From The World of Biblical Israel (2013)
158 Lecture 22: National Identity—Intermarriage Shechemite men must be circumcised before one Shechemite man can marry Dinah. o Beginning in the Babylonian Exile, the practice of infant circumcision among Judeans became a cultural mark of identity, a ritual and sign that Judeans observed while in Babylonia, a land that did not practice circumcision. By the Second Temple period, circumcision was centrally important to an emerging Jewish identity. • After all the Shechemite men had willingly submitted to circumcision, two of Jacob’s sons, Simeon and Levi, “took their swords and came against the city unawares, and killed all the males” (Gen. 34:25). o This mass slaughter of men who have just agreed to the terms of a treaty with Jacob’s sons takes us by surprise even though the text indicated that the brothers had negotiated deceitfully. o Again, what seems significant is that Levi in particular takes it upon himself to prevent a treaty of intermarriage with foreigners and that the dividing line between these two peoples is the practice of circumcision. • The Jacob cycle is recognized as a pre-exilic composition; therefore, it represents one of the written sources that exilic editors incorporated into what ultimately became the Torah. It seems possible that the story of Dinah was shaped in ways that expressed exilic and postexilic anxieties around national identity. These anxieties found expression in the practice of circumcision, in the prohibition of intermarriage, and in the role of Levites interpreting and making sense of the Torah. o This is what we mean when we say that the crisis of exile determined which stories were preserved and how they were told. Dinah’s is a story that has a lesson for returning exiles, a message that the Levites were helping them understand: “Therefore, do not give your daughters to their sons, neither take their daughters for your sons” (Ezra 9:12).

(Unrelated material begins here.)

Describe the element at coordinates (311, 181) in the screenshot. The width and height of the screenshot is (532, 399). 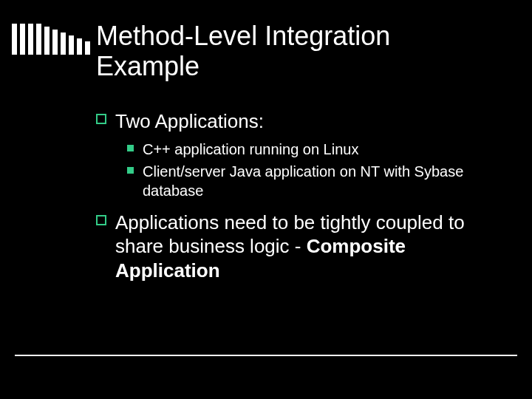
I see `bullet-level2: Client/server Java application on NT wit…` at that location.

From The World of Biblical Israel (2013)
22 Lecture 3: ancestor Narratives in Genesis o The Israelite god repeatedly reveals himself to Abraham and to his descendants, Isaac and Jacob, and forms a covenant relationship with them. o God asks Abraham to “walk before me and be righteous.” In return, Abraham receives God’s promise that he will be the father of a “multitude of nations,” and he is granted an eternal landholding in Canaan. As a mark of the covenant, Abraham is asked to circumcise himself and his male descendants. • The rest of the book of Genesis narrates the history of Abraham, Isaac, Jacob, and Joseph—four generations. We often refer to the first three men as the “patriarchs.” o Each one experiences divine visitations, during which the terms of the Abrahamic covenant are reiterated. o At the same time, each of these men faces serious challenges that seem to make the promises of land, progeny, blessings, and great nations useless. Abraham, for example, must wait 25 years from the time that he is first told he will father a great nation to the birth of the son that God has promised him. The patriarchs also face threats to their lives, often coming from God himself. • Several of the recurring themes of the patriarchal narratives speak to the exilic reality of those preserving these stories. o These themes include the Israelite god’s presence and power, which transcend national boundaries; the covenantal relationship between Abraham’s descendants and the Israelite god; the eternal nature of the covenantal relationship; and the gift of the Promised Land as an everlasting bequest. o The stories also acknowledge tensions experienced by the exiles: wives who cannot conceive, children whose lives are threatened, a land prone to famine and war, and a god who does not always protect.